Broad Perspective

'Maverick Women' Offers Good Dish On Some Remarkable 19th-Century Women Of The West.

By Christine Wald-Hopkins

Maverick Women: 19th Century Women Who Kicked Over the Traces, by Frances Laurence (Manifest Publications). Paper, $18.50.

READING THIS collection of biographical sketches is a bit like listening to family secrets from your old Aunt Bernice: You put up with the quaint diction and the lipstick on her teeth because you know she's got some good dirt to dish.

Books Maverick Women relates the life tales of 15 women in the frontier U.S. They're "mavericks," according to biographer Frances Laurence, because they wandered unbranded and independent through life. Laurence's selection ranges from a highway robber to a Fellow of the American Academy of Arts and Sciences.

Barmaid Jane Barnes opens the collection. It was 1812. Fair and buxom and 19, Barnes caught the eye of Donald McTavish, who was about to depart Britain for the Northwest Fur Company's most remote trading post. Promised trunks of new clothes on departure and an annuity on her return, Barnes agreed to accompany McTavish to the New World. She became, says Laurence, the "first tourist"--first Anglo woman in the Columbia River delta--and her version of walker's shorts and Kodak were lavish, décolleté gowns and a sneer at the natives. Unfortunately, beauty and wit had no commerce in Jane Barnes, and she also apparently became the first Mrs. Malaprop of the New World before she was stranded on a beach.

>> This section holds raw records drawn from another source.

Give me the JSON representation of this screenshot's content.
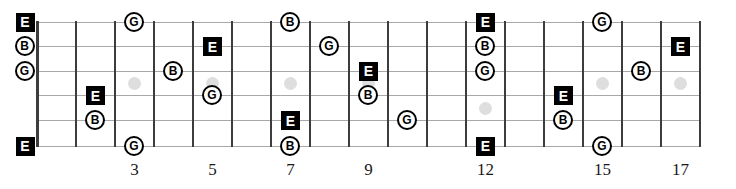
{
  "diagram_type": "guitar-fretboard-note-map",
  "fretboard": {
    "string_count": 6,
    "fret_count": 17,
    "fret_number_labels": [
      {
        "fret": 3,
        "label": "3"
      },
      {
        "fret": 5,
        "label": "5"
      },
      {
        "fret": 7,
        "label": "7"
      },
      {
        "fret": 9,
        "label": "9"
      },
      {
        "fret": 12,
        "label": "12"
      },
      {
        "fret": 15,
        "label": "15"
      },
      {
        "fret": 17,
        "label": "17"
      }
    ],
    "inlay_dots": [
      {
        "fret": 3,
        "gap": "3-4"
      },
      {
        "fret": 5,
        "gap": "3-4"
      },
      {
        "fret": 7,
        "gap": "3-4"
      },
      {
        "fret": 9,
        "gap": "3-4"
      },
      {
        "fret": 12,
        "gap": "4-5"
      },
      {
        "fret": 15,
        "gap": "3-4"
      },
      {
        "fret": 17,
        "gap": "3-4"
      }
    ],
    "notes": [
      {
        "string": 1,
        "fret": 0,
        "note": "E"
      },
      {
        "string": 1,
        "fret": 3,
        "note": "G"
      },
      {
        "string": 1,
        "fret": 7,
        "note": "B"
      },
      {
        "string": 1,
        "fret": 12,
        "note": "E"
      },
      {
        "string": 1,
        "fret": 15,
        "note": "G"
      },
      {
        "string": 2,
        "fret": 0,
        "note": "B"
      },
      {
        "string": 2,
        "fret": 5,
        "note": "E"
      },
      {
        "string": 2,
        "fret": 8,
        "note": "G"
      },
      {
        "string": 2,
        "fret": 12,
        "note": "B"
      },
      {
        "string": 2,
        "fret": 17,
        "note": "E"
      },
      {
        "string": 3,
        "fret": 0,
        "note": "G"
      },
      {
        "string": 3,
        "fret": 4,
        "note": "B"
      },
      {
        "string": 3,
        "fret": 9,
        "note": "E"
      },
      {
        "string": 3,
        "fret": 12,
        "note": "G"
      },
      {
        "string": 3,
        "fret": 16,
        "note": "B"
      },
      {
        "string": 4,
        "fret": 2,
        "note": "E"
      },
      {
        "string": 4,
        "fret": 5,
        "note": "G"
      },
      {
        "string": 4,
        "fret": 9,
        "note": "B"
      },
      {
        "string": 4,
        "fret": 14,
        "note": "E"
      },
      {
        "string": 5,
        "fret": 2,
        "note": "B"
      },
      {
        "string": 5,
        "fret": 7,
        "note": "E"
      },
      {
        "string": 5,
        "fret": 10,
        "note": "G"
      },
      {
        "string": 5,
        "fret": 14,
        "note": "B"
      },
      {
        "string": 6,
        "fret": 0,
        "note": "E"
      },
      {
        "string": 6,
        "fret": 3,
        "note": "G"
      },
      {
        "string": 6,
        "fret": 7,
        "note": "B"
      },
      {
        "string": 6,
        "fret": 12,
        "note": "E"
      },
      {
        "string": 6,
        "fret": 15,
        "note": "G"
      }
    ],
    "marker_styles": {
      "E": {
        "shape": "square",
        "fill": "#000000",
        "text_color": "#ffffff"
      },
      "B": {
        "shape": "circle",
        "fill": "#ffffff",
        "border": "#000000",
        "text_color": "#000000"
      },
      "G": {
        "shape": "circle",
        "fill": "#ffffff",
        "border": "#000000",
        "text_color": "#000000"
      }
    }
  },
  "colors": {
    "background": "#ffffff",
    "string_line": "#a8a8a8",
    "fret_line": "#3d3d3d",
    "nut_line": "#3d3d3d",
    "inlay_dot": "#dedede",
    "fret_number_text": "#1a1a1a"
  }
}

Most of the characters Laurence presents are less passively ornamental than Barnes. Tractable and innocent when she was married-off as the 27th wife to Mormon patriarch Brigham Young, Ann Eliza Webb Young demonstrated unprecedented chutzpah by running away and filing for divorce from the Prophet in 1873. Laurence describes the formidable domestic arrangements of Young's household (Lion House with its floors of bedrooms and huge tables for his harem and herds of children; the spill-over dwellings for new wives; the Prophet's own observation that, had he to do it over again, he'd grant each wife a separate dwelling--despite the toll that would exact from the foot-weary husband). She then describes the federal and territorial legal crisis Eliza's suit precipitated, forcing Utah to grapple with the issue of polygamy.

Several of these women participated in the gold rushes. Taking the pen name "Dame Shirley," Louise Clappe chronicled life in the mining towns of California. In letters to her sister that were later published in The Marysville Herald, Clappe's descriptions of the camps have become historical documents significant for their attention to domestic detail. Of the hotels that sprang up, for example, each had "...a large apartment, part of which is fitted up as a barroom, with that eternal crimson calico which flushes the social life of the Golden State with its everlasting red."

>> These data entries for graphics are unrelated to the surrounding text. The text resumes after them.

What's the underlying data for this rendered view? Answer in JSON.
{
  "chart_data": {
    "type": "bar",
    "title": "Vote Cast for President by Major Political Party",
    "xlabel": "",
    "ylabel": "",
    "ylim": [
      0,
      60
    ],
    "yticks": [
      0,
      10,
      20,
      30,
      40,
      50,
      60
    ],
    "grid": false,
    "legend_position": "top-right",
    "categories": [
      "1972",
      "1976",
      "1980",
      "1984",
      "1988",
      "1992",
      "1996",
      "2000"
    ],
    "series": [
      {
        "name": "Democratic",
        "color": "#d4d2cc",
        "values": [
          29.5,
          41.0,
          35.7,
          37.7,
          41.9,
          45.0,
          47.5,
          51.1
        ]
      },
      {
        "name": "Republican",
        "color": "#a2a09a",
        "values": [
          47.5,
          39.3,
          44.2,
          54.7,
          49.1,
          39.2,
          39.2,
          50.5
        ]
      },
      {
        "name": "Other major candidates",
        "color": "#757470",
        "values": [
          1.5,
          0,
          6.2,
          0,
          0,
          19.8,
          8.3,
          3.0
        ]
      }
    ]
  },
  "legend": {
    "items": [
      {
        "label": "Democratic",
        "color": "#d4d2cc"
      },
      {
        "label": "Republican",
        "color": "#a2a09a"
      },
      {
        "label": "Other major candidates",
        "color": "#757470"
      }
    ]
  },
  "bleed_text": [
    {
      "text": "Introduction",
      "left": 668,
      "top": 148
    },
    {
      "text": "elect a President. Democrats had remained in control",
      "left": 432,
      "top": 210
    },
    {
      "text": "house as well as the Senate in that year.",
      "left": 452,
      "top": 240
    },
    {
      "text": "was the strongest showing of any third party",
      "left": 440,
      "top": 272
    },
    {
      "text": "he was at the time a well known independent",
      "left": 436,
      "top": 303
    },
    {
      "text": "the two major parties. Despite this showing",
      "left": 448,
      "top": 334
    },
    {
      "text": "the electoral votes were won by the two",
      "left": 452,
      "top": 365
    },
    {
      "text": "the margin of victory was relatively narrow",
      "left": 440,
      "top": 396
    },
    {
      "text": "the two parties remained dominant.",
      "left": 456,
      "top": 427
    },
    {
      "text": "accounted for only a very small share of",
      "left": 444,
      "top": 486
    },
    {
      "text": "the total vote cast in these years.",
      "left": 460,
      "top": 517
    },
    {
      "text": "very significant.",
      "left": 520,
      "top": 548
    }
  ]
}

Others are similarly notable for their writing, or the careers that developed when their writing was thwarted. "Mystery Poet" Ina Coolbrith is thankfully better remembered for her part in the San Francisco literary scene than for her poetic output. ("So many woes my Heart hath known," she wrote, "So true a child, am I, of suffering," etc.)

Laurence relates the story of Elizabeth Cochrane, whom we know as Nellie Bly, who went underground for stories and paved the way for women in journalism. She also writes of women passing as men.

The most impressively credentialed lives presented are the scientists': Astronomer Maria Mitchell, after whom a comet was named, became an honored professor at Vassar. Regionally, though not nationally, memorable was Bethenia Owens-Adair, who divorced a handsome deadbeat, went back to kindergarten at age 18, and worked her and her son's way through college and medical school, to become the first woman doctor in Oregon.

Laurence has selected interesting and varied lives to recreate. Unfortunately, her writing doesn't meet the standards of her subjects' accomplishments. She provides maddeningly few temporal guideposts, leaving some of her characters to swim in an amorphous, dateless 19th century. And her otherwise serviceable historic narrative is regularly interrupted by up-close-and-personal fictionalized moments plagued with cliché and romance-genre prose.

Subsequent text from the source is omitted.